Kelp is often found in great forests in the sea. Other forms of kelp are smaller and and don’t grow in large forests. The Pacific kinds of kelp often grow to be more than a hundred feet long. The plant is held to the bottom by thing called a “holdfast.” The holdfast anchor’s the plant to cobbles, large rocks, and debris in sandy bottoms. It looks like a root but its not. The holdfast can’t take in  nutrients like true roots do. It serves only to keep the kelp from breaking away during storms, tides, and normal wave action. Nutrients are absorbed through most of the kelp’s surface area.
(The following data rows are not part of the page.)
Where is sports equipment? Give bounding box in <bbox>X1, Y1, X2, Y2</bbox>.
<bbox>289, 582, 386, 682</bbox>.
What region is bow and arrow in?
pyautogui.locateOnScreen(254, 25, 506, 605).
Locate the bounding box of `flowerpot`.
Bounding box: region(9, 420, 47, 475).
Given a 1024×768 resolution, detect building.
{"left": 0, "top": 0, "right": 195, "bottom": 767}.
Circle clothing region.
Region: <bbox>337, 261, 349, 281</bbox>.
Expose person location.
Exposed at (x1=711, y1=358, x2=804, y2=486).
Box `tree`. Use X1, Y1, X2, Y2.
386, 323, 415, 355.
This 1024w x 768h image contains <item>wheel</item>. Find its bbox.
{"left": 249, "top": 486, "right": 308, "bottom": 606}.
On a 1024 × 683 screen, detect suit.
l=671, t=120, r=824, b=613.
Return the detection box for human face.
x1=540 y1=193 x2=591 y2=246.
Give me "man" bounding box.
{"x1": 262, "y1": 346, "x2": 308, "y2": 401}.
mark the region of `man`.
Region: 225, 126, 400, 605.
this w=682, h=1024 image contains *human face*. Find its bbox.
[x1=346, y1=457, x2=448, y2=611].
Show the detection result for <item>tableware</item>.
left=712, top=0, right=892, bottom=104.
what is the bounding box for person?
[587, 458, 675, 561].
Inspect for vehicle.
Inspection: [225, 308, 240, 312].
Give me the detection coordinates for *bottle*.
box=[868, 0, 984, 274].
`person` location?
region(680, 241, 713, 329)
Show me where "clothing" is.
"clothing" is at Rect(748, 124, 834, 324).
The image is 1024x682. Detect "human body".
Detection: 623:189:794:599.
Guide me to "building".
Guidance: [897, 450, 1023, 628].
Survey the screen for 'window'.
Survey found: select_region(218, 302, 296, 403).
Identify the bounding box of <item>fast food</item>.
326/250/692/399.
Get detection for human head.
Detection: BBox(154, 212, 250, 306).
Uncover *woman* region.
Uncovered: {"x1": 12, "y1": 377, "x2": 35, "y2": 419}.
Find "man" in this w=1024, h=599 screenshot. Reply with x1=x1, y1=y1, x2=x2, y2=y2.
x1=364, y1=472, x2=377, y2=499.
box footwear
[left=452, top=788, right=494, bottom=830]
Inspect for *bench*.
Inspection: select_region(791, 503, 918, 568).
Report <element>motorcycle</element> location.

The kelp plant grows fast in forests,  as much as one foot per day. The growing tip of a kelp plant is called frond. When the frond reaches the surface the growth rate slows down and soon forms its last blade called “terminal blade.”

Some marine biologists think that kelp forests provide habitat for as many different type of wildlife as does a tropical rain forest on land. Both kelp forests and rain forests have hundreds of different types of plants, animals and insects living in them.   Worms, snails, crustaceans, and mollusks also live in the kelp forest.

Bottom fish live at the base of a kelp forest. Lots of the fish and other animals that live in kelp beds attract predators. Sharks, seals, and sea otters find these forests to be great hunting areas. Kelp is commercially harvested for lots of products that are used by people.   Kelp has a chemical called algin. Algin is used as a thickener, stabilizer, and emulsifier. Thinkeners increase a substances density by making the substance less watery. Stabilizers prevent foods from getting rotten and emulsifiers help ingredients from separating.  Algin from kelp is used in ice cream and lots of other dairy products as well as in many kinds of processed foods, beverages, and medicines. Algin is also used for making paper, cometics, ceramics, paint, and insecticides.